CThe Compilation Pipeline

The Compilation Pipeline

When you run a single command like gcc file.c -o program, it feels like one step. In reality, GCC (and every C compiler) runs your source code through four distinct stages, each with its own input, output, and dedicated tool. Understanding this pipeline demystifies compiler errors and unlocks flags you'll use for the rest of your C career.

The four stages

Stage

Input

Output

Tool

Preprocessing

.c source file

Expanded source (macros resolved, headers inlined)

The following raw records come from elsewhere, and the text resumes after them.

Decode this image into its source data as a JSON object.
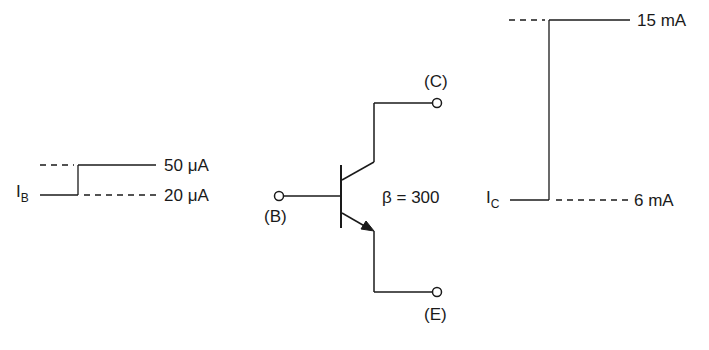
{
  "base_current": {
    "symbol": "I",
    "subscript": "B",
    "high_value": "50 μA",
    "low_value": "20 μA"
  },
  "collector_current": {
    "symbol": "I",
    "subscript": "C",
    "high_value": "15 mA",
    "low_value": "6 mA"
  },
  "transistor": {
    "collector_label": "(C)",
    "base_label": "(B)",
    "emitter_label": "(E)",
    "beta_label": "β = 300"
  },
  "colors": {
    "line": "#1a1a1a",
    "dashed": "#333333",
    "background": "#ffffff"
  }
}
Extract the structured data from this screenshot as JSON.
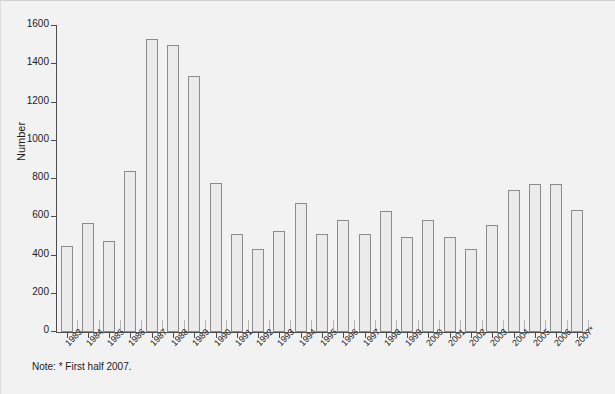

The preprocessor (cpp, invoked by gcc -E)

Compilation

Preprocessed C source

Assembly code (.s)

The compiler proper (gcc -S)

Assembly

Assembly code (.s)

Object file (.o)

The assembler (gcc -c, invokes as)

Linking

One or more object files + libraries

Executable

The linker (invoked by gcc, runs ld)

Stage 1 — Preprocessing

The preprocessor runs first and handles every line beginning with #. It textually inserts the contents of #included files, expands #define macros, and resolves #if/#ifdef conditional blocks. No actual C syntax is checked at this stage — it's pure text substitution. You can see the result yourself:

Bash
gcc -E hello.c -o hello.i

Open hello.i and you'll find the full contents of stdio.h (often hundreds of lines) pasted in above your one line of code — this is why compiling even a tiny "Hello, World!" involves processing far more text than you actually typed.

Stage 2 — Compilation

The compiler proper takes the preprocessed C and translates it into assembly language for your target CPU architecture. This is where syntax errors, type mismatches, and most warnings are reported — the compiler is analyzing the meaning of your code for the first time. To stop after this stage and inspect the generated assembly:

Bash
gcc -S hello.c -o hello.s

hello.s is human-readable (if you know assembly) — it shows the exact CPU instructions your C code turned into, which is invaluable for understanding performance or debugging compiler-level issues.

Stage 3 — Assembly

The assembler converts human-readable assembly into machine code — raw bytes the CPU can execute — and packages it as an object file. Object files aren't runnable yet: they may reference functions (like printf) that live in a library and haven't been resolved.

Bash
gcc -c hello.c -o hello.o
Stage 4 — Linking

The linker takes one or more object files and combines them with the library code they depend on — for printf, that's the C standard library — into a single executable. Missing-function errors like undefined reference to 'foo' happen at this stage, not during compilation, because the linker is the component responsible for resolving those references.

Bash
gcc hello.o -o hello

Bash
./hello
Hello, World!

Running the full pipeline in one command — gcc hello.c -o hello — simply chains all four steps together automatically, using temporary files for the intermediate results instead of the named .i, .s, and .o files shown above.

Why this matters in practice
Recognizing which stage an error comes from tells you where to look. A macro not expanding as expected is a preprocessing issue; a syntax error is a compilation issue; an "undefined reference" is a linking issue. Learning to tell these apart saves a lot of confused debugging time.